Call for Papers
Swansea University 2-3 July 2015
Swansea University 2-3 July 2015
Organizers: Tracey Rihll (History and Classics, Swansea University), Evelien Bracke (History and Classics, Swansea University), Laurence Totelin (History and Archaeology, Cardiff University)
The Ancient Greeks are renowned as creators of political, social and artistic inventions; for example, democracy, trial by jury, symposia, drama, realistic (mimetic) sculpture, and the classical architectural orders with columns, triangular pediments and tiled roofs. As the last examples make clear, the Greeks were creative with things as well as with concepts and ideas. The extraordinary achievements of the ancient Greeks were supported and enabled by technologies that they invented and then applied in daily life. For example, the Athenians used a machine called a kleroterion to select jurors randomly, and a sort of stopwatch to ensure plaintiffs and defendants had equal time to persuade the jury of their case. The Hippocratics reduced fractures and dislocations using a variety of ordinary and special devices, such as ladders and little leather balls respectively. And the Spartans collectively recognized the impact that a particular technology (precious metal coins) had on society by deliberately rejecting them, in order to try to create and preserve equality between citizens. Things, aka technologies, are society made durable, argued Bruno Latour.
Why do technologies disappear in plain sight when they become commonplace, so that the word technology is associated strongly, especially in our own perceptions, with new devices? Studying the place and role of technologies in daily life offers us a new route to engage with the ancient Greeks, especially relations of power and domination between people. The social fabric of ancient Greece was woven through everyday technologies and techniques. Girls learned how to manipulate special tools and machines to make thread and cloth. Boys learned how to manipulate other tools and machines to make food and drink. The Greeks built their houses by processing a variety of stones and woods into walls, doors and roofs, and furnished them by processing other materials into pots, baskets and beds. Metals were mined and transformed into coins, pans, tools, trinkets and weapons. Water was piped into town centres, and drains were dug to run out of them. Locks and keys kept temple treasures safe, and kept town gates shut to protect the inhabitants. Cranes lifted and lowered loads, carts transported people and goods, ships caught the wind, and nets, rods and traps caught fish.
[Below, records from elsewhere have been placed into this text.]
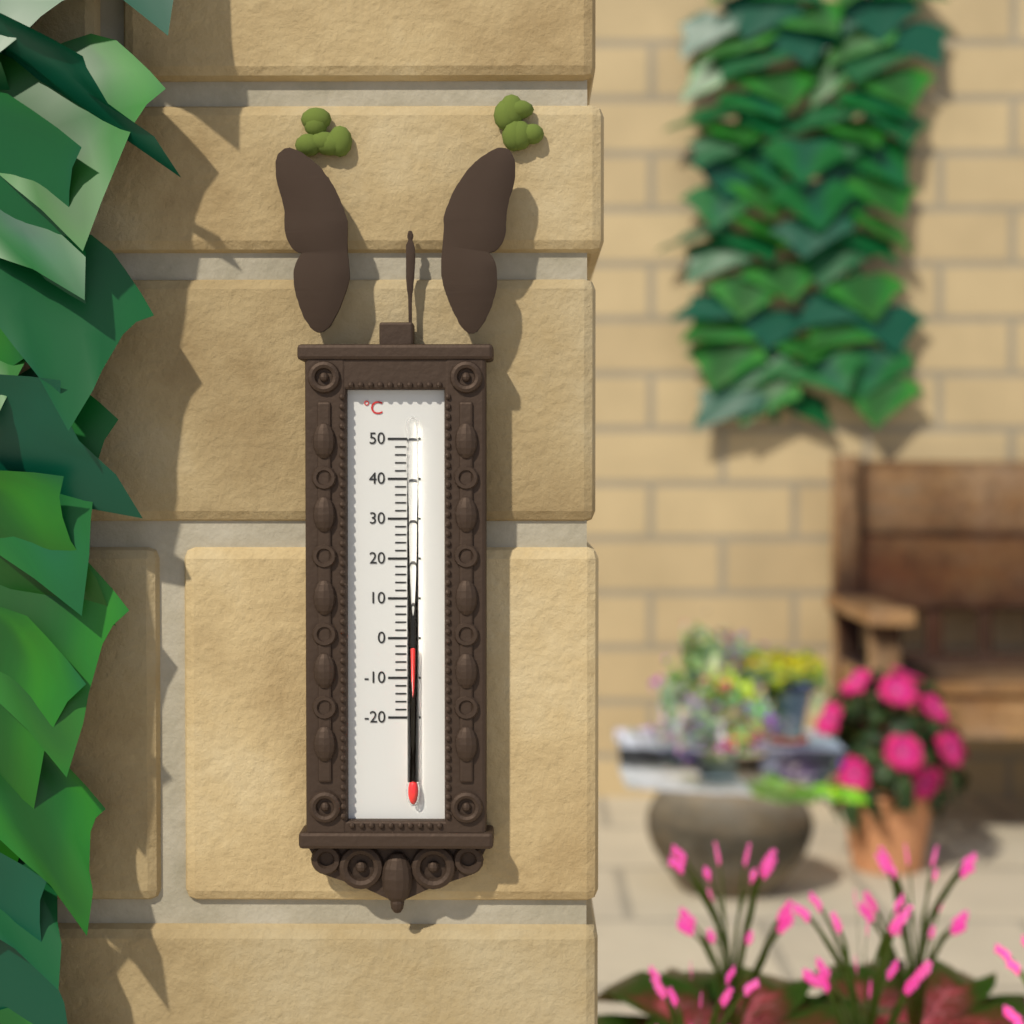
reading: -2 °C
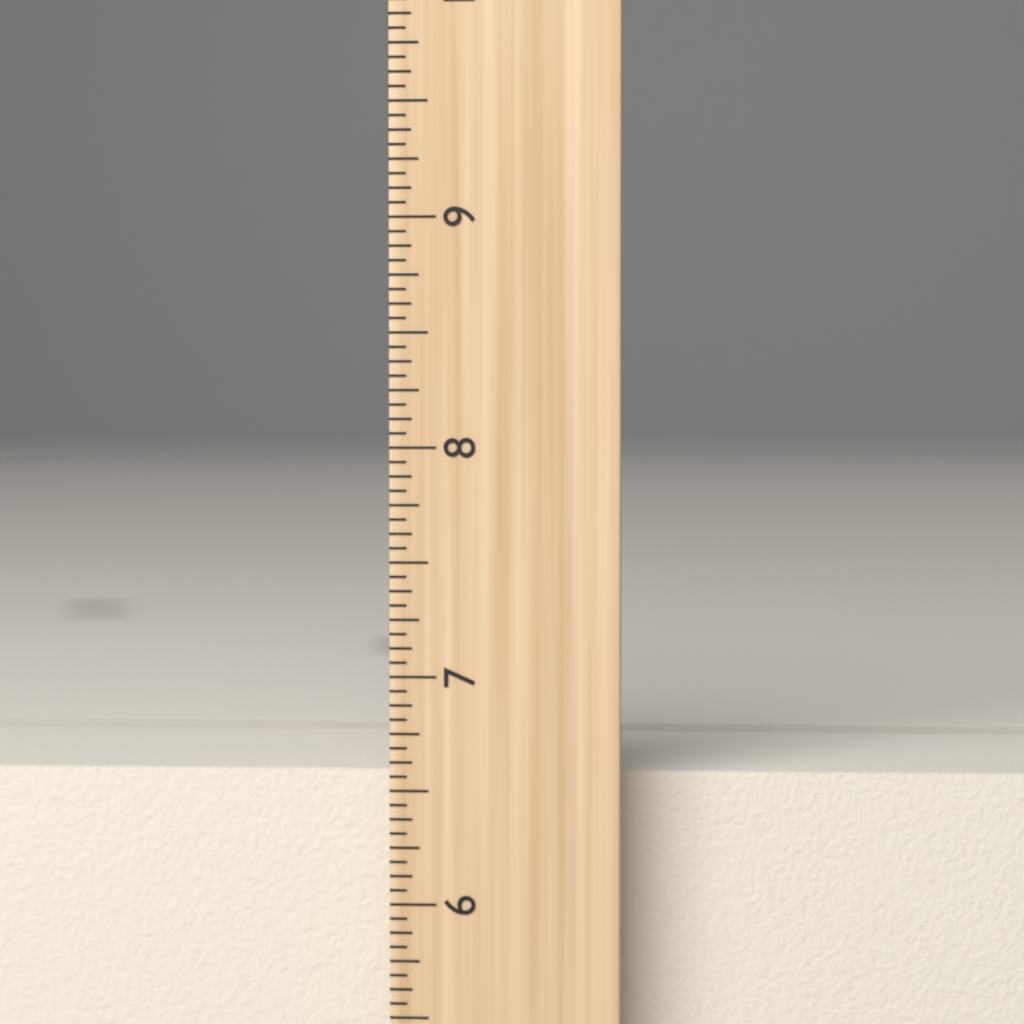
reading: 6.5625 inch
Proposals for papers are invited on all such aspects of technologies and techniques in the ancient Greek world. Questions could include: What technologies were contained or embodied in a typical Archaic, Classical or Hellenistic Greek home? Who made and used them? Were Odysseus DIY skills typical or unusual? What was distinctive about professionally-made items? How, where and when did novices learn specialized techniques of production or service provision? Which ancient Greek technologies persisted, even to our own times?
Keynote speaker: Serafina Cuomo, Birkbeck College London, on the Foundry vase
Please send proposals, which should include an abstract of about 200 words and 5 keywords, and a brief CV, tot.e.rihll@swansea.ac.uk, e.bracke@swansea.ac.uk or TotelinLM@cardiff.ac.uk by 15 January 2015. Speakers costs will be met in whole or in part (depending on our success with further fund-raising). To widen access to the subject of the conference, we are also organising a local schools day, with hands-on activities (which may be made available to conference delegates too if there is sufficient demand); see http://swwclassicalassociation.weebly.com/todl-technology-workshop.html for more details.
These events have been made possible thanks to the generosity of the Society for the Promotion of Hellenic Studies and the College of Arts and Humanities at Swansea University.